In doing so, this corrupt, nepotistic and nefarious elite have enriched themselves at the expense of ordinary people. They have benefited enormously from the market reforms introduced since the ’80s, often through the sell-off of state-owned enterprises or bribes taken for awarding contracts to businesses.
Poverty has certainly been reduced since the 80s, and this has been the trend almost the world over, but the gap between Vietnamese rich and poor is widening exponentially and far too many are being left behind and excluded from the so-called “economic miracle.” As a visitor to Vietnam, Joyce will be well aware of the opulence of a nouveau-riche that sits side-by-side with destitution and squalor.
Joyce’s adoration for Vietnam’s “robust” trade union movement is almost surreal. As he should know, every union in the country is affiliated to the government-controlled umbrella organization, the General Confederation of Labour.
The GCL rarely, if ever, authorizes strikes and the “500 strikes a year” that he refers to are nearly all wildcat, completely illegal and unauthorized. These incidents are, in fact, what I referred to as “localized resistance.”
It is sad to see that so many on the left see fit to defend or even admire the actions of governments abroad whilst they themselves are the first to criticize their own leaders implementing the same policies.
Joyce, it seems, has fallen prey to this. I’m sure he’d be happy to launch into a critique of uneven wealth distribution in the US, but squirms when I critique it in Vietnam, a country I have lived in for more than a year.
I wonder what he’d say if Obama routinely locked away bloggers or pamphleteers calling for freedom of speech? Or, if dissenting websites and social networks were blocked by an internet firewall? Or, if all unions were government-controlled? Or, if there was no freedom of the press? Or, if all street protests were illegal
Or, am I just being a “cultural imperialist?”
Still At It
Back in the 1960s, when I was young, I lived in Detroit and would read your newspaper. I got it at a head shop, The Mouse House, on Grand River Avenue. My mother would complain, “I don’t want you reading that newspaper where they call the police pigs.”
I am happy to see the Fifth Estate still exists today. As a supposedly free society, America needs to have alternative opinions and perspectives publicized.
A Fifth Estate Friend,
Houston, Texas
War Woop re: Skool
“Skool Sucks!” is the war-woop of the pupiletariat! Bruce Levine is dead on when he writes about attention deficit hyperactivity disorder (ADHD) and Oppositional Defiant Disorder (ODD) being leveled at rebel students. [See Winter 2012, “Anti-Authoritarian Personalities and Standard Schools.”] I would’ve been diagnosed with both as I scathingly, violently hated skool and acted on it.

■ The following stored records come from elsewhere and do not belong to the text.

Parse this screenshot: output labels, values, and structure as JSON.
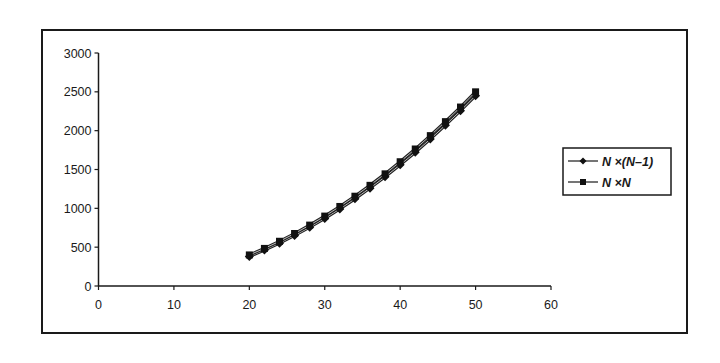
{
  "chart_data": {
    "type": "line",
    "title": "",
    "xlabel": "",
    "ylabel": "",
    "xlim": [
      0,
      60
    ],
    "ylim": [
      0,
      3000
    ],
    "x_ticks": [
      0,
      10,
      20,
      30,
      40,
      50,
      60
    ],
    "y_ticks": [
      0,
      500,
      1000,
      1500,
      2000,
      2500,
      3000
    ],
    "grid": false,
    "legend_position": "right",
    "x": [
      20,
      22,
      24,
      26,
      28,
      30,
      32,
      34,
      36,
      38,
      40,
      42,
      44,
      46,
      48,
      50
    ],
    "series": [
      {
        "name": "N ×(N–1)",
        "marker": "diamond",
        "values": [
          380,
          462,
          552,
          650,
          756,
          870,
          992,
          1122,
          1260,
          1406,
          1560,
          1722,
          1892,
          2070,
          2256,
          2450
        ]
      },
      {
        "name": "N ×N",
        "marker": "square",
        "values": [
          400,
          484,
          576,
          676,
          784,
          900,
          1024,
          1156,
          1296,
          1444,
          1600,
          1764,
          1936,
          2116,
          2304,
          2500
        ]
      }
    ]
  },
  "legend": {
    "items": [
      {
        "prefix": "N",
        "label": "N ×(N–1)"
      },
      {
        "prefix": "N",
        "label": "N ×N"
      }
    ]
  },
  "colors": {
    "line": "#555555",
    "marker": "#111111",
    "axis": "#1a1a1a"
  }
}
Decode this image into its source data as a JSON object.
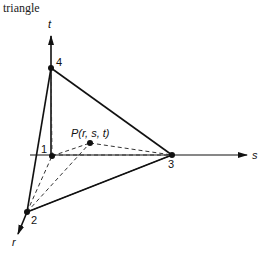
{
  "title": "triangle",
  "axes": {
    "r": "r",
    "s": "s",
    "t": "t"
  },
  "nodes": [
    {
      "id": "1",
      "label": "1",
      "x": 52,
      "y": 156
    },
    {
      "id": "2",
      "label": "2",
      "x": 27,
      "y": 212
    },
    {
      "id": "3",
      "label": "3",
      "x": 172,
      "y": 155
    },
    {
      "id": "4",
      "label": "4",
      "x": 51,
      "y": 68
    }
  ],
  "point": {
    "label": "P(r, s, t)",
    "x": 90,
    "y": 143
  },
  "solid_edges": [
    [
      "4",
      "2"
    ],
    [
      "4",
      "3"
    ],
    [
      "2",
      "3"
    ]
  ],
  "dashed_edges": [
    [
      "1",
      "4"
    ],
    [
      "1",
      "P"
    ],
    [
      "P",
      "3"
    ],
    [
      "1",
      "3"
    ],
    [
      "2",
      "P"
    ],
    [
      "2",
      "1"
    ]
  ],
  "colors": {
    "line": "#111111",
    "background": "#ffffff"
  }
}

A relative who is a teacher (and as dumb as an empty can of paint, i.e., she/he can’t think independently) told me, “Oh yes, you have ODD, the book says so,” after I related this story:
When I was forcibly whisked away from play when I was a child and dumped into kindergarten, we were forced to color a couple walking
Teach says, “Now, students, use the right colors and color inside the lines.”

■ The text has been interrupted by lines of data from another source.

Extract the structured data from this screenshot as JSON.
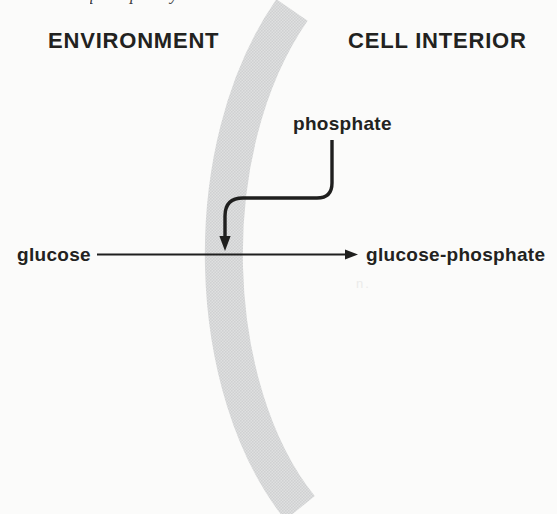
{
  "figure": {
    "caption_fragment": "phosphorylation",
    "region_left": "ENVIRONMENT",
    "region_right": "CELL INTERIOR",
    "phosphate_label": "phosphate",
    "substrate_label": "glucose",
    "product_label": "glucose-phosphate",
    "print_artifact": "n."
  },
  "colors": {
    "ink": "#1f1f1e",
    "membrane_base": "#dfe0e0",
    "membrane_dot": "#cfd0d1"
  }
}
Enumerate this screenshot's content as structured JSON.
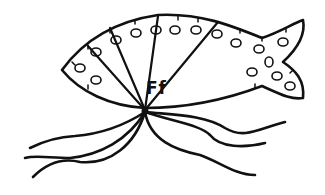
{
  "illustration": {
    "subject": "fish",
    "letter_label": "Ff",
    "line_color": "#111111",
    "background_color": "#ffffff"
  }
}
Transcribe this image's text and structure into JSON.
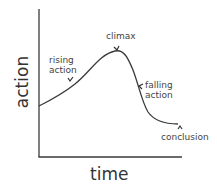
{
  "diagram": {
    "axes": {
      "x_label": "time",
      "y_label": "action"
    },
    "labels": {
      "rising_action": [
        "rising",
        "action"
      ],
      "climax": "climax",
      "falling_action": [
        "falling",
        "action"
      ],
      "conclusion": "conclusion"
    },
    "colors": {
      "line": "#3a3a3a",
      "text": "#444444",
      "background": "#ffffff"
    }
  }
}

I was furious at being told what to do, so I took a purple crayon and scribbled all over the page. I smartly, rationally acted against a dumb teacher, a dumb assignment and being forced into a jailish class.
Well, that led to my poor parents being called into school for a conference to see if I was OK. Luckily, there were no pills back then to control me. But teach did degrade and punish me. ODD is totalitarian and not even psychology pseudo-science. It’s not science at all; it’s pure politics.
Christ, I was only a 6 year old child. I did my sentence of standard schooling and things only got worse and more irrational, hateful and violent. I’ll never forgive. And, I’ll never forget.
I’ll never respect the many radicals, even anarchists, that teach in standard schools thinking they’ll “make a difference.” Just stay away, motherfuckers.